The narrator and MacDonald encounter two ghosts; one is Pam, a grieving mother who wants to see her late son, and the other is a man with a lizard on his shoulder. Pam is talking to her brother, Reginald, who insists that she has to learn to love God separate from her desire to see Michael and that her grieving has been self-centered enough to hurt the rest of her family. The man with the lizard is asked by a spirit if the spirit can kill the lizard. Although at first he hesitates, once he agrees to it, the lizard turns into a stallion that he mounts and rides toward the horizon.
MacDonald explains that love for other humans can be either a way to love God or a hindrance to the love of God. According to MacDonald, the lizard was lust, which was turned into something better when the ghost agreed to killing it. The narrator comments that Pam's love was a larger obstacle than the man's lust when it comes to getting to heaven, and MacDonald explains that the obstacle was truly Pam's unwillingness to give up her pain. Whereas she held onto it, the man sacrificed his lizard and was rewarded.

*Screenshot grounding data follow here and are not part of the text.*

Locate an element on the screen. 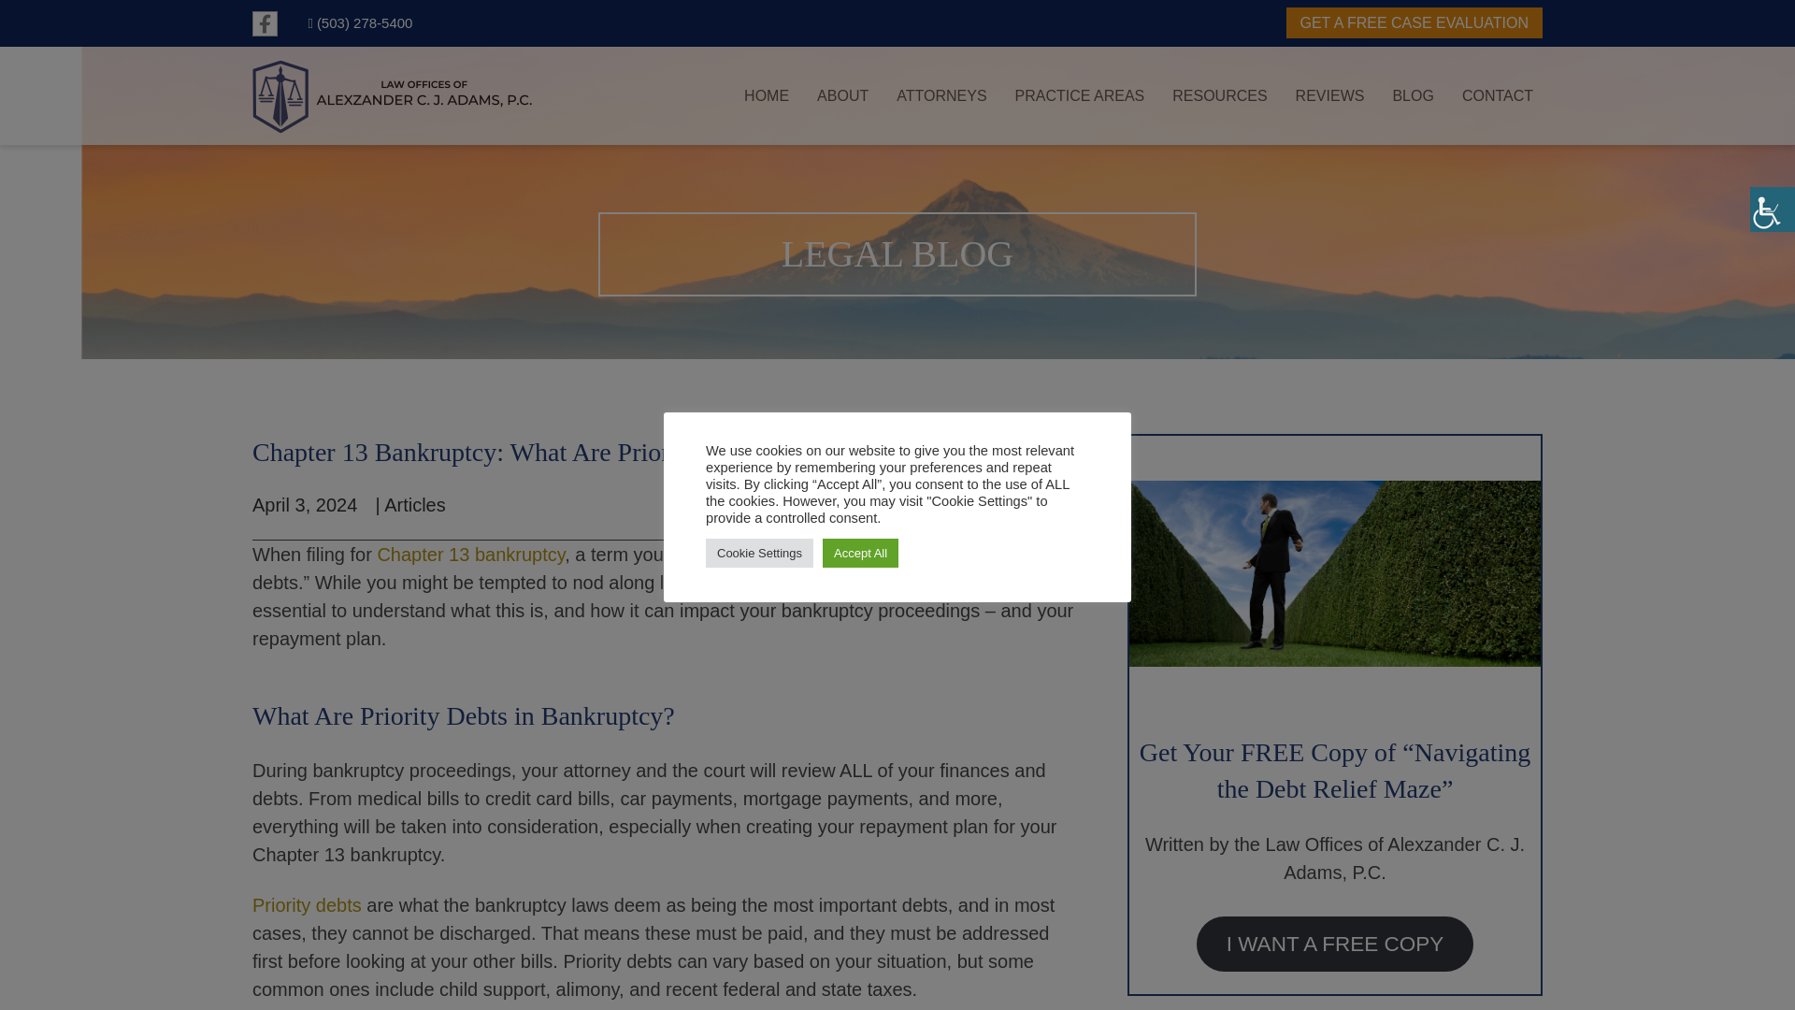 Image resolution: width=1795 pixels, height=1010 pixels. RESOURCES is located at coordinates (1215, 94).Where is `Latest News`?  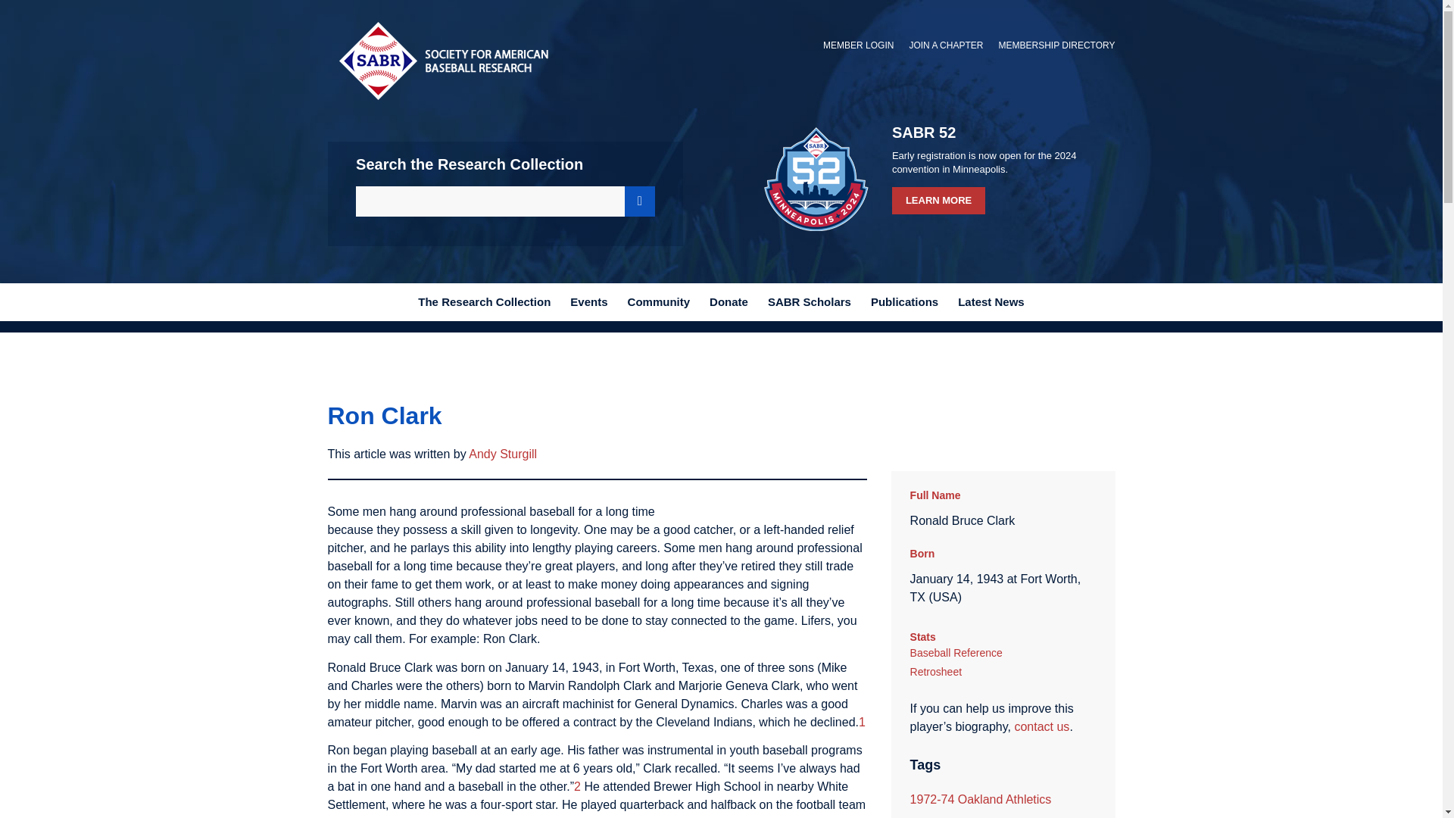 Latest News is located at coordinates (990, 301).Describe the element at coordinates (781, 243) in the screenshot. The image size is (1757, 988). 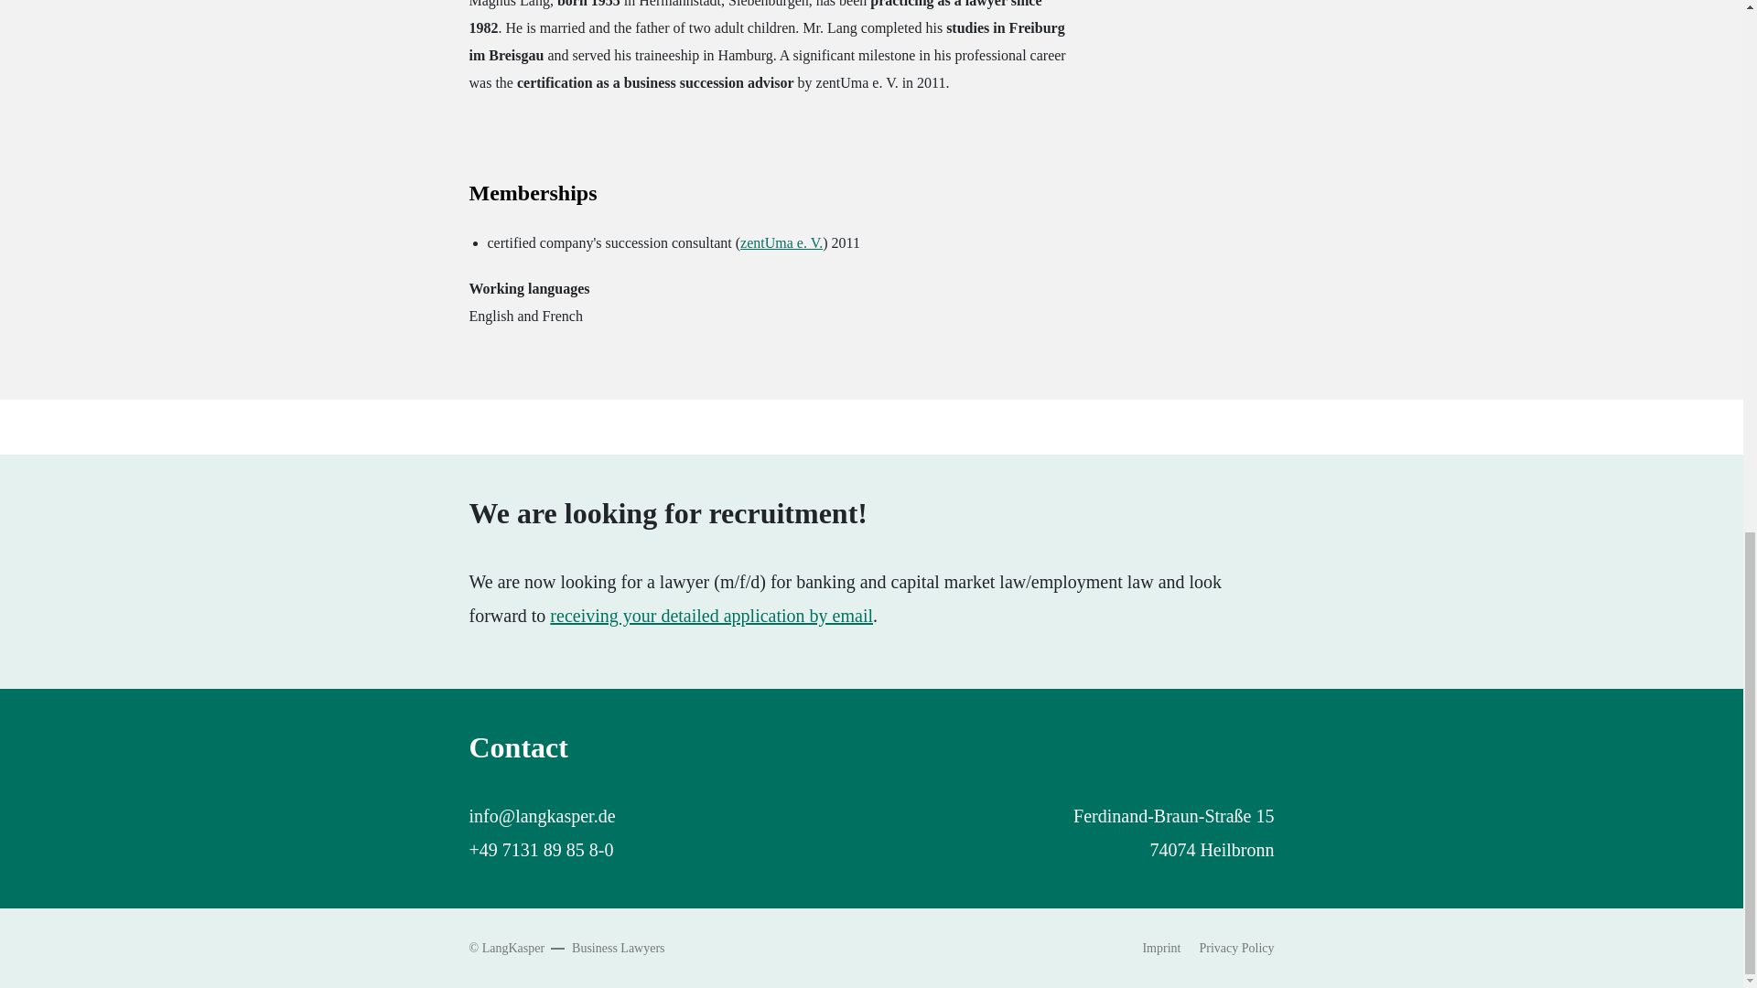
I see `zentUma e. V.` at that location.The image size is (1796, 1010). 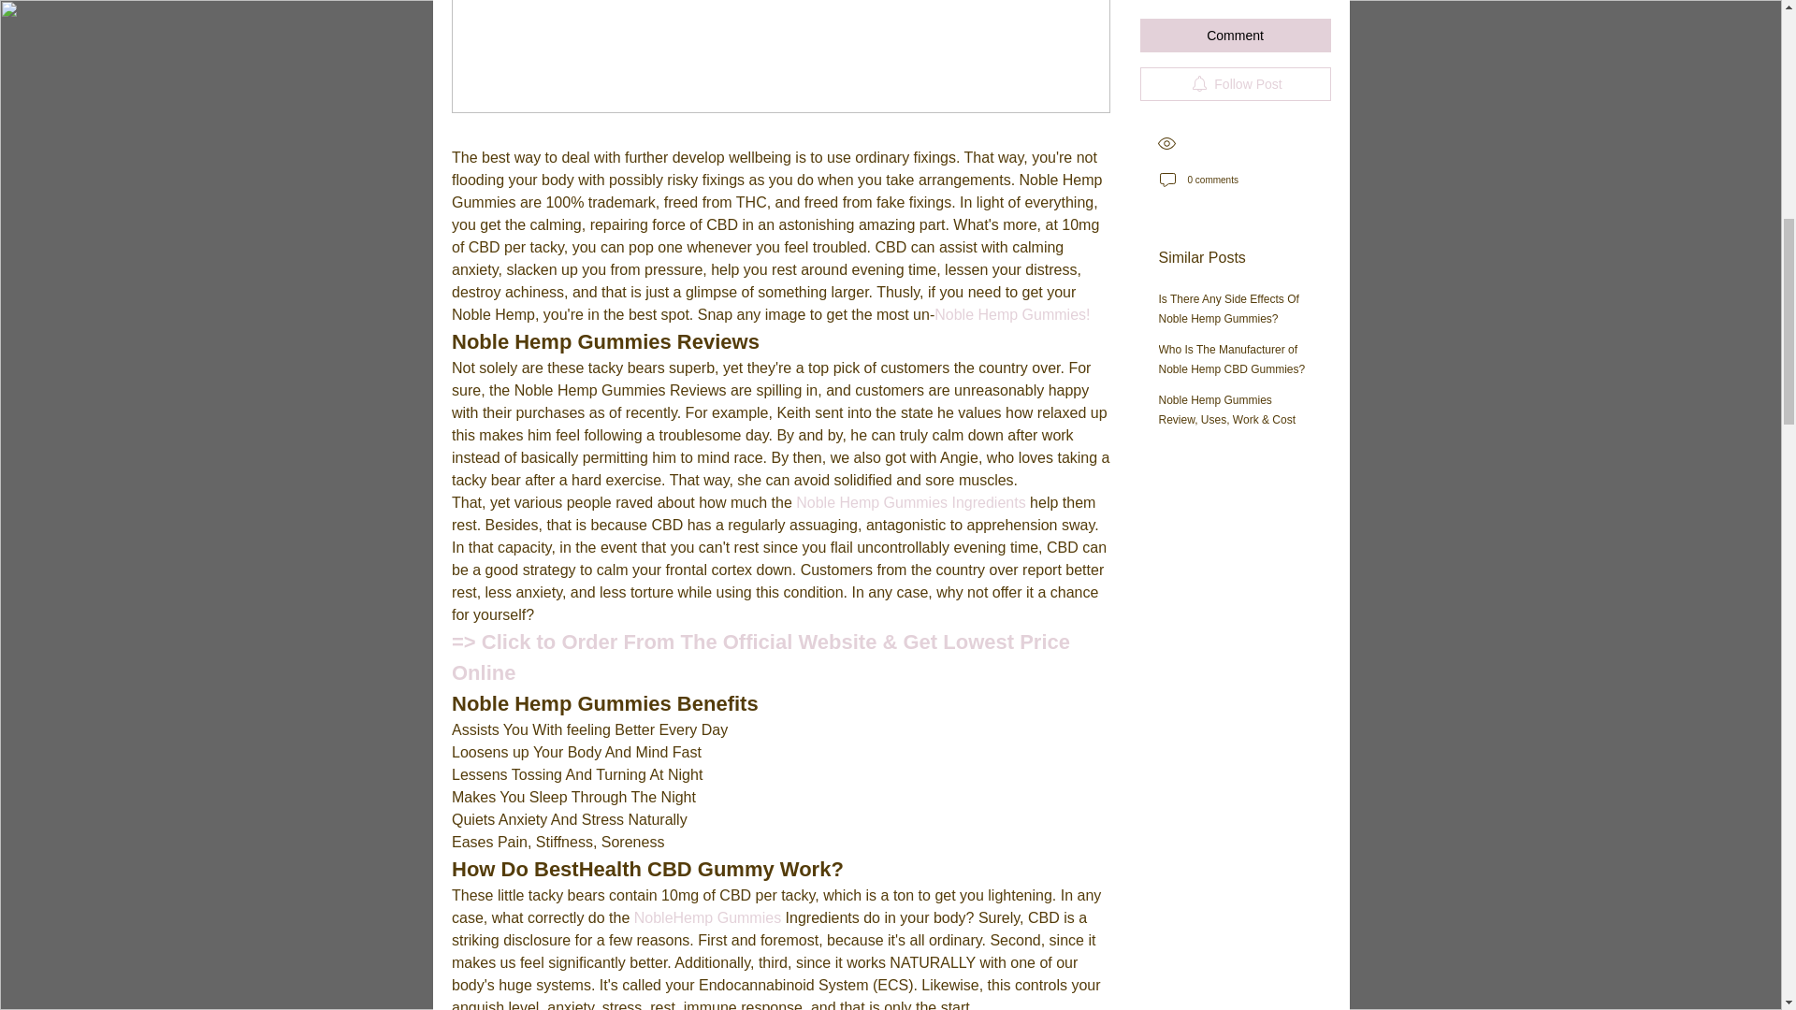 What do you see at coordinates (705, 918) in the screenshot?
I see ` NobleHemp Gummies` at bounding box center [705, 918]. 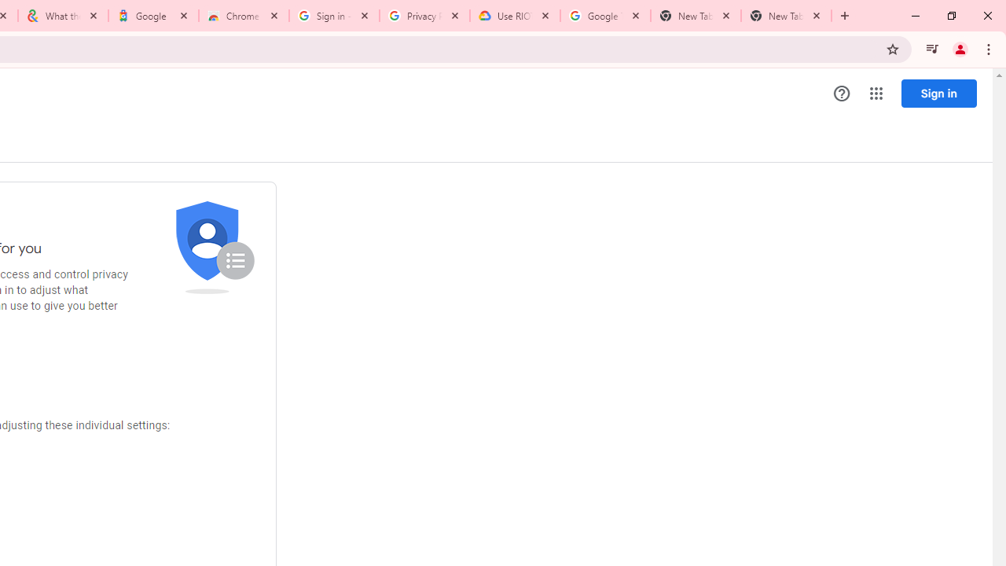 I want to click on New Tab, so click(x=786, y=16).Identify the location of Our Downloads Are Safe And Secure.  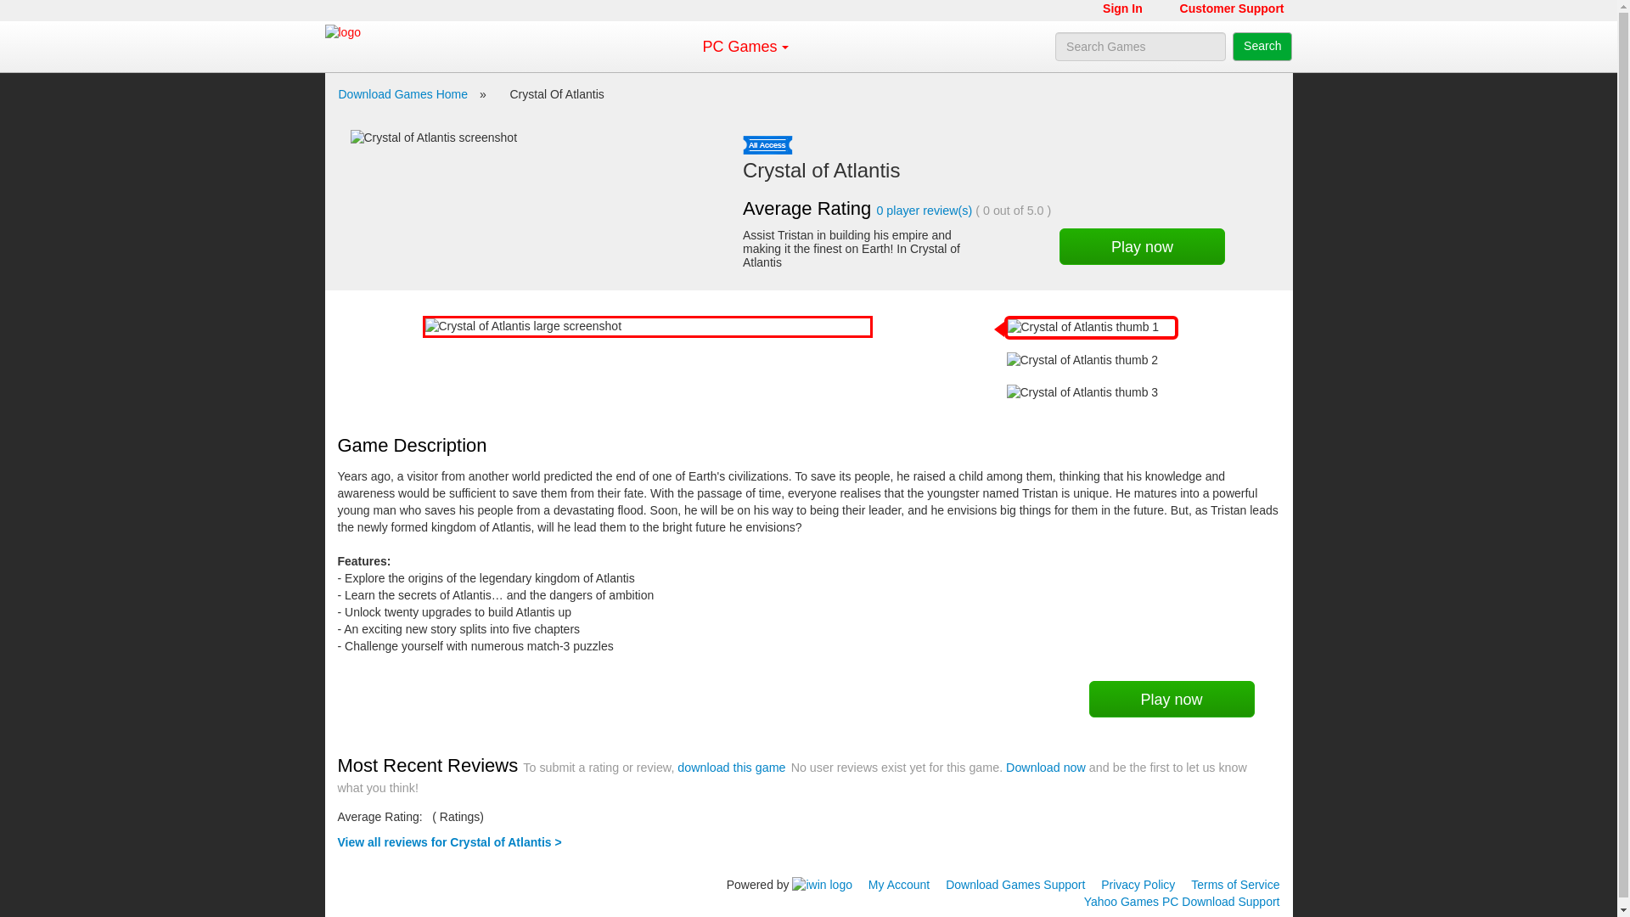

This chapter juxtaposes love and lust. Pam sees her all-consuming love as a powerful force for good, but in truth it harmed her loved ones and obscured their pain. But had she let go of her pain, she could have moved on to Heaven and found peace. Her refusal to do so ultimately damns her to Hell. The lizard could also have damned the man he was with. But despite his doubts, the man let the angel kill the lizard, and his faith was rewarded with even easier and faster entry into Heaven. Faith in salvation, then, is one of the key determinants to salvation, and without it, a soul is damned, even if that soul's sin seems lesser compared to others.